Take the case of 67-year-old Ritu Sharma. She experienced chest pain while walking, which eased on sitting down. This is seen as a classic heart symptom. Angiography confirmed blocked arteries for which she underwent angioplasty and returned home expecting relief from the distressing pain. Instead, the pain stayed. She went back to her cardiologist and was told, “It’s nothing. You are simply stressing too much.” Soon, her family told her the same thing, 'don’t take stress, it will be fine.' Today, two years later, the pain is exactly how it was before surgery.Or 21-year-old Simran Shukla, who approached a gynecologist in Noida for painful periods. The doctor laughed and told her painful periods are normal. She even joked that pregnancy would
solve her problem. Simran left humiliated and unheard and two years later, another doctor finally listened and diagnosed her with endometriosis. Her pain was never normal, it was only ignored. Add weight to the equation and the dismissal becomes almost automatic. If you are overweight, many symptoms like fatigue, pain, breathlessness, joint issues are reduced to a six-word prescription: lose weight and everything will improve. Tests don’t show anything? Then it must be stress or lifestyle or overthinking.This experience has a name now: medical gaslighting. Broadly, medical gaslighting happens when healthcare professionals dismiss, minimise or psychologise a patient’s symptoms without adequate investigation. And while it can happen to anyone, studies repeatedly show that women experience it far more often. Women’s symptoms are more likely to be blamed on stress, anxiety, weight, hormones, or low pain tolerance. The uncomfortable truth behind this is that medical research has historically prioritised male bodies, leaving women under-studied and under-diagnosed.To be fair, doctors will tell you this isn’t always negligence. OPDs are overcrowded and some patients do imagine illnesses due to anxiety. They are convinced something is wrong despite normal reports. And many doctors feel that at this time, reassurance is sometimes necessary. But even doctors admit this: if a patient keeps returning with the same unresolved complaint, it deserves a deeper dive not dismissal. Because the sad reality is that many serious illnesses don’t scream in the early stages. They show up as vague pain, persistent discomfort or a gut feeling that something isn’t right. I remember visiting a cancer care hospital in Lajpat Nagar in 2018. In the chemotherapy ward, I met a senior couple. The husband lay on the bed receiving IV medication while the wife stood quietly by his side. She told me there were no dramatic warning signs. He just felt something was wrong. Every visit to ECHS ended the same way, "Mishra, you are fine, it’s in your mind." Eventually, he went to a private hospital and his instinct saved his life. He was diagnosed with cancer and immediately began treatment. What stayed with me was her quiet disbelief how he knew and why no one listened.
- Trust patterns not reassurances. If a symptom persists or worsens, it deserves attention.
- Ask questions. What has been ruled out and what hasn't? What are the next steps?
- Seek a second or even a third opinion. It’s not disrespectful only responsible.
- Document your symptoms - their duration, triggers and frequency.
- Find doctors who listen because empathy is not optional in healthcare.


EXERCISE INSTRUCTIONS:
Print the listing below a second time, exactly, and omit its images.

INPUT:
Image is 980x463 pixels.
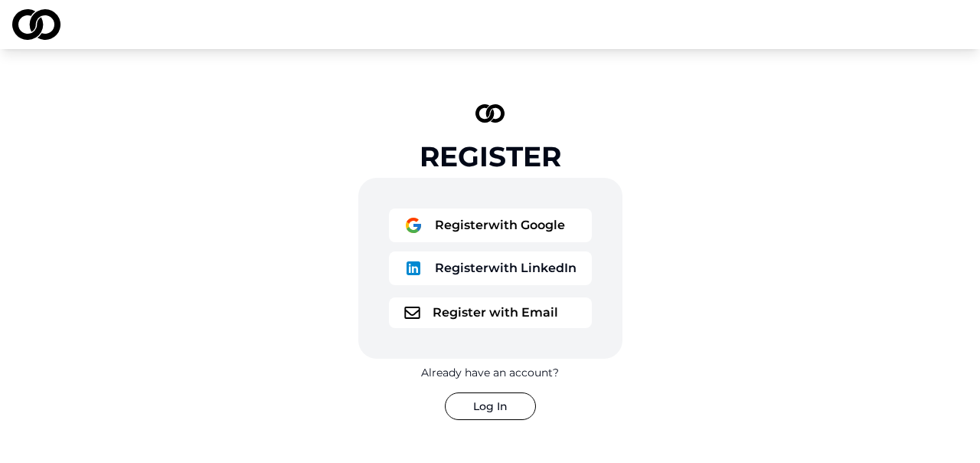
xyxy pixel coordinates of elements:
[12,9,61,40] img: logo
[445,392,536,420] button: Log In
[389,251,592,285] button: logoRegisterwith LinkedIn
[405,307,420,319] img: logo
[405,259,423,277] img: logo
[420,141,561,172] div: Register
[421,365,559,380] div: Already have an account?
[389,208,592,242] button: logoRegisterwith Google
[405,217,423,235] img: logo
[389,297,592,328] button: logoRegister with Email
[476,105,505,123] img: logo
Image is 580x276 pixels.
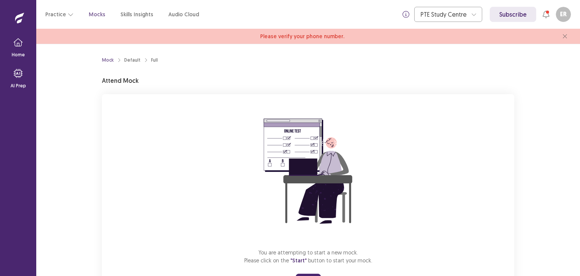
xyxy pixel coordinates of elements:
button: close [559,30,571,42]
button: info [399,8,413,21]
div: Default [124,57,140,63]
div: Full [151,57,158,63]
span: "Start" [290,257,307,264]
a: Audio Cloud [168,11,199,18]
a: Subscribe [490,7,536,22]
div: PTE Study Centre [421,7,467,22]
button: ER [556,7,571,22]
img: attend-mock [240,103,376,239]
p: Attend Mock [102,76,139,85]
nav: breadcrumb [102,57,158,63]
p: You are attempting to start a new mock. Please click on the button to start your mock. [244,248,372,264]
a: Mocks [89,11,105,18]
a: Skills Insights [120,11,153,18]
p: AI Prep [11,82,26,89]
span: Please verify your phone number. [260,32,344,40]
p: Home [12,51,25,58]
button: Practice [45,8,74,21]
a: Mock [102,57,114,63]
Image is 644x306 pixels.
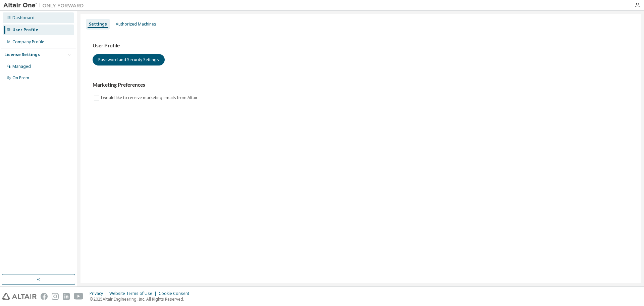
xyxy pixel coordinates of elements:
img: instagram.svg [52,293,59,299]
div: Website Terms of Use [110,291,159,296]
div: Company Profile [12,39,44,45]
div: License Settings [4,52,40,57]
img: Altair One [4,2,87,9]
div: Privacy [90,291,110,296]
label: I would like to receive marketing emails from Altair [101,93,199,102]
div: Dashboard [12,15,35,20]
div: On Prem [12,75,29,80]
button: Password and Security Settings [93,54,165,65]
h3: User Profile [93,42,629,49]
h3: Marketing Preferences [93,82,629,88]
img: altair_logo.svg [2,293,36,299]
img: youtube.svg [74,293,83,299]
div: Managed [12,64,31,69]
p: © 2025 Altair Engineering, Inc. All Rights Reserved. [90,296,193,302]
img: linkedin.svg [62,293,70,299]
div: Cookie Consent [159,291,193,296]
div: Settings [89,21,107,27]
div: User Profile [12,27,38,33]
div: Authorized Machines [115,21,157,27]
img: facebook.svg [40,293,48,299]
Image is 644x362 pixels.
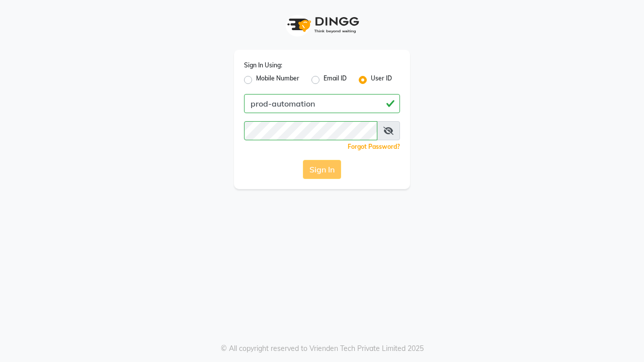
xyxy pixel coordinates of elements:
[282,10,362,40] img: logo1.svg
[244,61,282,70] label: Sign In Using:
[348,143,400,150] a: Forgot Password?
[324,74,347,86] label: Email ID
[244,94,400,113] input: Username
[371,74,392,86] label: User ID
[256,74,299,86] label: Mobile Number
[244,121,378,140] input: Username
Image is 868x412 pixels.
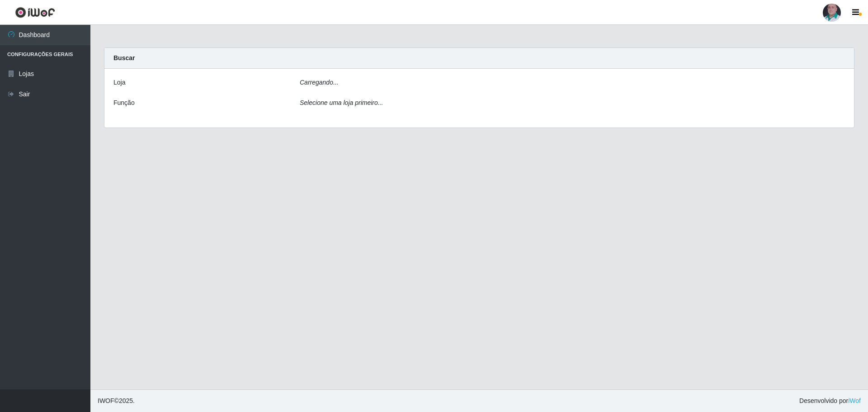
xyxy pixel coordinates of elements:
[98,396,135,405] span: © 2025 .
[113,54,135,61] strong: Buscar
[300,99,383,106] i: Selecione uma loja primeiro...
[15,7,55,18] img: CoreUI Logo
[848,397,860,404] a: iWof
[113,78,125,88] label: Loja
[300,79,339,86] i: Carregando...
[799,396,860,405] span: Desenvolvido por
[113,99,135,107] label: Função
[98,397,114,404] span: IWOF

ANSWER SPACE:
Image is 980x463 pixels.
xyxy pixel coordinates of elements:
[12,9,61,40] img: logo
[445,392,536,420] button: Log In
[389,251,592,285] button: logoRegisterwith LinkedIn
[405,307,420,319] img: logo
[405,259,423,277] img: logo
[420,141,561,172] div: Register
[421,365,559,380] div: Already have an account?
[389,208,592,242] button: logoRegisterwith Google
[405,217,423,235] img: logo
[389,297,592,328] button: logoRegister with Email
[476,105,505,123] img: logo
Image is 580x276 pixels.
xyxy pixel coordinates of elements:
button: close [559,30,571,42]
button: info [399,8,413,21]
div: Default [124,57,140,63]
div: Full [151,57,158,63]
span: "Start" [290,257,307,264]
a: Audio Cloud [168,11,199,18]
a: Subscribe [490,7,536,22]
div: PTE Study Centre [421,7,467,22]
button: ER [556,7,571,22]
img: attend-mock [240,103,376,239]
p: Attend Mock [102,76,139,85]
nav: breadcrumb [102,57,158,63]
p: You are attempting to start a new mock. Please click on the button to start your mock. [244,248,372,264]
a: Mocks [89,11,105,18]
a: Skills Insights [120,11,153,18]
p: AI Prep [11,82,26,89]
span: Please verify your phone number. [260,32,344,40]
p: Home [12,51,25,58]
button: Practice [45,8,74,21]
a: Mock [102,57,114,63]
Image is 644x306 pixels.
xyxy pixel coordinates of elements:
img: instagram.svg [52,293,59,299]
div: Website Terms of Use [110,291,159,296]
div: Company Profile [12,39,44,45]
div: License Settings [4,52,40,57]
img: Altair One [4,2,87,9]
div: Privacy [90,291,110,296]
label: I would like to receive marketing emails from Altair [101,93,199,102]
div: Dashboard [12,15,35,20]
div: On Prem [12,75,29,80]
button: Password and Security Settings [93,54,165,65]
h3: User Profile [93,42,629,49]
h3: Marketing Preferences [93,82,629,88]
img: altair_logo.svg [2,293,36,299]
img: youtube.svg [74,293,83,299]
div: Managed [12,64,31,69]
p: © 2025 Altair Engineering, Inc. All Rights Reserved. [90,296,193,302]
img: linkedin.svg [62,293,70,299]
div: Cookie Consent [159,291,193,296]
div: Settings [89,21,107,27]
div: User Profile [12,27,38,33]
div: Authorized Machines [115,21,157,27]
img: facebook.svg [40,293,48,299]
Image is 644x362 pixels.
xyxy pixel coordinates of elements:
[282,10,362,40] img: logo1.svg
[244,61,282,70] label: Sign In Using:
[348,143,400,150] a: Forgot Password?
[324,74,347,86] label: Email ID
[244,94,400,113] input: Username
[371,74,392,86] label: User ID
[256,74,299,86] label: Mobile Number
[244,121,378,140] input: Username
Image is 868x412 pixels.
xyxy pixel coordinates of elements:
[98,396,135,405] span: © 2025 .
[113,54,135,61] strong: Buscar
[300,99,383,106] i: Selecione uma loja primeiro...
[15,7,55,18] img: CoreUI Logo
[848,397,860,404] a: iWof
[113,78,125,88] label: Loja
[300,79,339,86] i: Carregando...
[799,396,860,405] span: Desenvolvido por
[113,99,135,107] label: Função
[98,397,114,404] span: IWOF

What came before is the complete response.